The data archived here are pore pressure measurements from IODP Site C0002, the primary NanTroSEIZE deep riser drillsite location (an overview of the drillsite can be found here). The observatory was deployed in Dec. 2010 as part of IODP Expedition #332 (Figure 3). The installation includes four pore pressure sensors supported by the U.S. National Science Foundation (NSF), installed in concert with a broadband seismometer, tiltmeter, strainmeter, and an array of geophones funded by collaborators at JAMSTEC. The installation comprises a co-located, multi-level hydrologic and geodynamic observatory, at a location directly above the plate boundary near the updip edge of coseismic slip in the 1944 event (where the fault is thought to be interseismically locked), and also above the hypocenters of quasi-regularly occurring very low frequency earthquake swarms on the shallow décollement and/or splay faults (Figures 1-2).
The pore pressure ports monitor the formation within depth intervals at 757-780 mbsf (in the Kumano Basin sediment fill) and 937-980 mbsf (in the upper accretionary prism), and transducers at the wellhead record data at 1 Hz. The hydrostatic seafloor pressure is also recorded for reference. A third pressure port is cemented with the seismometer and strainmeter instrument carrier at 908-917 mbsf, and is not open to the formation. Details of the borehole configuration and sensors are described in the IODP Expedition 332 Summary and Proceedings volumes.

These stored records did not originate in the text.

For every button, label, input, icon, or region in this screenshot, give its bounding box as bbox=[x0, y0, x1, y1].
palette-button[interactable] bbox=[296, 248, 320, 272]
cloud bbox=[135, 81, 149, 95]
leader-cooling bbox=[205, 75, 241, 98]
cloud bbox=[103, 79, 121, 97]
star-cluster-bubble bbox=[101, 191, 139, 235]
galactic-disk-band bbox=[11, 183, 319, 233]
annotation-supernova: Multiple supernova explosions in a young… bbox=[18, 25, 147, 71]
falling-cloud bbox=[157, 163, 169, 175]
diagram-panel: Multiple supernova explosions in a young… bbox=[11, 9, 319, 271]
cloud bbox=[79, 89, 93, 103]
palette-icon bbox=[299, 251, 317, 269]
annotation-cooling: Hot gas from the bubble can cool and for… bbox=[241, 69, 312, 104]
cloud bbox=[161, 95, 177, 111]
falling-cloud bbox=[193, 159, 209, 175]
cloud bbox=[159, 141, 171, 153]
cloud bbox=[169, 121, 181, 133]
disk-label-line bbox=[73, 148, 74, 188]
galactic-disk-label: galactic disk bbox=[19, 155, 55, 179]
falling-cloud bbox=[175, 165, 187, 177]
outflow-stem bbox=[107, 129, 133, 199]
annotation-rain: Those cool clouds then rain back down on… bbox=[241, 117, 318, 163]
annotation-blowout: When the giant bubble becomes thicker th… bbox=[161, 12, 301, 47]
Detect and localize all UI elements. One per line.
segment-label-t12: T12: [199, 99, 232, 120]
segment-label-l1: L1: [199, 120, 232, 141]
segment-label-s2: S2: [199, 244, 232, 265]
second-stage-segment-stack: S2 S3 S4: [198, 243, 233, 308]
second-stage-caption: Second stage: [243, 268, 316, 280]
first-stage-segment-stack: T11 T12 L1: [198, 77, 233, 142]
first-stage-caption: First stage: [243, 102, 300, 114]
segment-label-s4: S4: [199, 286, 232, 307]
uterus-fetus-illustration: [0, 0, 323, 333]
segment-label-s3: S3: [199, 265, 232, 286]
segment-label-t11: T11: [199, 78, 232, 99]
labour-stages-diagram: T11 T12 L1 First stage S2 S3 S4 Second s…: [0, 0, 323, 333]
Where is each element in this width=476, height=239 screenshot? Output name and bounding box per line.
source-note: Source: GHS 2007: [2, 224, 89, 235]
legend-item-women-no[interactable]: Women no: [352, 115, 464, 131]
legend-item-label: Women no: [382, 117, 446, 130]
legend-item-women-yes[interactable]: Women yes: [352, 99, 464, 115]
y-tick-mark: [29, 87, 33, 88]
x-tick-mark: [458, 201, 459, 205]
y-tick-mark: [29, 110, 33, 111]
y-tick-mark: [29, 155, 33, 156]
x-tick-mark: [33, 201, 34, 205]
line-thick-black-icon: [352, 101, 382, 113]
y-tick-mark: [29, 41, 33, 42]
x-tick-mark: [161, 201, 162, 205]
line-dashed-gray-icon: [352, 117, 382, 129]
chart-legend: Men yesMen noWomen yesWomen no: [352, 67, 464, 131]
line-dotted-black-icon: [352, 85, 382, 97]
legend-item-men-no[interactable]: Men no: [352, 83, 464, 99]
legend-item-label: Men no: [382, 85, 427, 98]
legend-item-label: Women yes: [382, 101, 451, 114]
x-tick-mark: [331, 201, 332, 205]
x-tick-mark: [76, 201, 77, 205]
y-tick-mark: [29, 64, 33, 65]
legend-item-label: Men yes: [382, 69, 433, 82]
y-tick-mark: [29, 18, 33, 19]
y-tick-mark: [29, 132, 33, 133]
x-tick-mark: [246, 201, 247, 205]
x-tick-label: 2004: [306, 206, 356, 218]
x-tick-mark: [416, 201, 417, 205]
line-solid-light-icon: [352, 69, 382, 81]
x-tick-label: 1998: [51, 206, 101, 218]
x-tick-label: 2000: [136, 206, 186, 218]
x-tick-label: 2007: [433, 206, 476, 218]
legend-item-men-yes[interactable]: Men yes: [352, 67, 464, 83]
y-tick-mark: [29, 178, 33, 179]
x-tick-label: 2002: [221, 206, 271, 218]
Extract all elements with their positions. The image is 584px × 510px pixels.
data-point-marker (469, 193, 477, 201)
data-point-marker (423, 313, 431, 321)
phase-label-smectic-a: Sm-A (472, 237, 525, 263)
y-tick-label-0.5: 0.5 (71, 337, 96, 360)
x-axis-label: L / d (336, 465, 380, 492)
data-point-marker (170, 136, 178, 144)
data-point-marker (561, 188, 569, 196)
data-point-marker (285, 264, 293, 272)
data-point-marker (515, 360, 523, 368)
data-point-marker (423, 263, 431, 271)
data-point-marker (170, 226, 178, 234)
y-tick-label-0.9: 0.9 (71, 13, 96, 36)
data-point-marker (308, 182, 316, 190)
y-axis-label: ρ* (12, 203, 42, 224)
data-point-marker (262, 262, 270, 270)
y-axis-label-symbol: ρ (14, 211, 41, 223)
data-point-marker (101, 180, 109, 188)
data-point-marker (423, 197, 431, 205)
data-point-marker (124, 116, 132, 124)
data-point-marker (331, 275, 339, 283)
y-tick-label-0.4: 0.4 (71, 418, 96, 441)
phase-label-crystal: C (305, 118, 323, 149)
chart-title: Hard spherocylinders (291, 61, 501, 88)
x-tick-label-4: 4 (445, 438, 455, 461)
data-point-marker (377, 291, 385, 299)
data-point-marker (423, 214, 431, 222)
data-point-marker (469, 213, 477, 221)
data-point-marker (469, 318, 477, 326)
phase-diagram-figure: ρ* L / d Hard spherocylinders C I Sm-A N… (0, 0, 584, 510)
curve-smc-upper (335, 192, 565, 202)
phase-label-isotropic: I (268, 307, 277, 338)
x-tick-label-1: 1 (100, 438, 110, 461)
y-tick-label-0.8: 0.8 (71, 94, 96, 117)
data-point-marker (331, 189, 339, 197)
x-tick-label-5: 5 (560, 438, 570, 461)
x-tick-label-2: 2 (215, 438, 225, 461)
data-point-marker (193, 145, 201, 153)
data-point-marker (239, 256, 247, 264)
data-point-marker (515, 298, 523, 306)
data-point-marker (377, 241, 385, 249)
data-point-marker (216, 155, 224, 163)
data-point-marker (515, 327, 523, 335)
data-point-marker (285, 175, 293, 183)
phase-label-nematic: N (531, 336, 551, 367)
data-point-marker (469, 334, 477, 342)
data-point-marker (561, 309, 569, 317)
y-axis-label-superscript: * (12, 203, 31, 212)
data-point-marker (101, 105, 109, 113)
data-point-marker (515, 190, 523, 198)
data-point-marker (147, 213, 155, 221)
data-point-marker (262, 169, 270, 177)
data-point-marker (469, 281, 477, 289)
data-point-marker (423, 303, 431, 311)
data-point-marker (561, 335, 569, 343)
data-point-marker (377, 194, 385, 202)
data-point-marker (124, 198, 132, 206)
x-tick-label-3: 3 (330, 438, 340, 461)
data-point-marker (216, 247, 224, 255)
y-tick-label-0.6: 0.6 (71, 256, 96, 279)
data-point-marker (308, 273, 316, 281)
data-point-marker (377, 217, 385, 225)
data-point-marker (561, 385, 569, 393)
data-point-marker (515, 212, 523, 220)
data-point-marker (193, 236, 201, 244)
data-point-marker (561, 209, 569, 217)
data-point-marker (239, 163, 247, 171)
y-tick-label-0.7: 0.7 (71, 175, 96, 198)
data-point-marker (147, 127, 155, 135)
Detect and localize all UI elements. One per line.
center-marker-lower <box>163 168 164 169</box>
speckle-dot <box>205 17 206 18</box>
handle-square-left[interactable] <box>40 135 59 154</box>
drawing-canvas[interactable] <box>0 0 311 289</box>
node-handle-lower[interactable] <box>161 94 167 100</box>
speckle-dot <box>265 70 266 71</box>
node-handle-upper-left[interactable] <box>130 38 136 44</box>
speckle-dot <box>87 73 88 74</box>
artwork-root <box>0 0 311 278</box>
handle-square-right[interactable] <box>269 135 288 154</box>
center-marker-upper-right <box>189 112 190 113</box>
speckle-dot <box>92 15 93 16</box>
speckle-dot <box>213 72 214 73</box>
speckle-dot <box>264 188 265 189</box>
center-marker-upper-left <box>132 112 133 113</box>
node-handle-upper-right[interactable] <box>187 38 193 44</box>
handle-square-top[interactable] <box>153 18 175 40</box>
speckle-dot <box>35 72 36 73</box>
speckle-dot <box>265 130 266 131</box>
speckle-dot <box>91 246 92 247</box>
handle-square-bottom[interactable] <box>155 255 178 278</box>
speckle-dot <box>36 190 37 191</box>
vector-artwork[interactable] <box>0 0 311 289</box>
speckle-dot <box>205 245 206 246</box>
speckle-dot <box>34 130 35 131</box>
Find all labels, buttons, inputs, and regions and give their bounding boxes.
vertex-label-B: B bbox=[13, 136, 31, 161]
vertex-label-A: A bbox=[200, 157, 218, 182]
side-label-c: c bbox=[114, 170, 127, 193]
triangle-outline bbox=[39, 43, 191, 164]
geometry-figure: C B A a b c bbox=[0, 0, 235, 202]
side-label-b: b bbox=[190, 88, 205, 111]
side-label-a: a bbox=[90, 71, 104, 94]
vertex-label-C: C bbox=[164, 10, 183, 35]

At the wellhead (Figure 4), the dataloggers were operating in a standalone mode from installation through January, 2013, after which they were connected to the Dense Oceanfloor Network system for Earthquakes and Tsunamis (DONET) for real-time data transmission to shore. Data are synced from DONET to this portal every 10 minutes. For questions about the data, or to obtain raw (binary) data from the pressure transducers, please contact us directly.
Ashi, J., Lallemant, S., Masago, H., and the Expedition 315 Scientists, 2009, Expedition 315 summary. In Kinoshita, M., Tobin, H., Ashi, J., Kimura, G., Lallemant, S., Screaton, E.J., Curewitz, D., Masago, H., Moe, K.T., and the Expedition 314/315/316 Scientists, Proc. IODP, 314/315/316: Washington, DC (Integrated Ocean Drilling Program Management International, Inc.). doi:10.2204/iodp.proc.314315316.121.2009.
Ito, Y., and Obara, K., 2006, Dynamic deformation of the accretionary prism excites very low frequency earthquakes, Geophys. Res. Lett., 33, doi:10.1029/2005GL025270.
Kikuchi, M., M. Nakamura, and K. Yoshikawa, 2003. Source rupture processes of the 1944 Tonankai earthquake and the 1945 Mikawa earthquake derived from low-gain seismograms, Earth, Planets and Space, 55, 159-172.
Kopf, A., Araki, E., Toczko, S., and the Expedition 332 Scientists, 2011b, Proc. IODP, 332: Tokyo (Integrated Ocean Drilling Program Management International, Inc.). doi:10.2204/iodp.proc.332.105.2011.
Sugioka, H., T. Okamoto, T. Nakamura, Y. Ishihara, A. Ito, K. Obana, M. Kinoshita, K. Nakahigashi, M. Shinohara, and Y. Fukao, 2012, Tsunamigenic potential of the shallow subduction plate boundary inferred from slow seismic slip, Nat. Geosci., 5, 414–418, doi:10.1038/ngeo1466.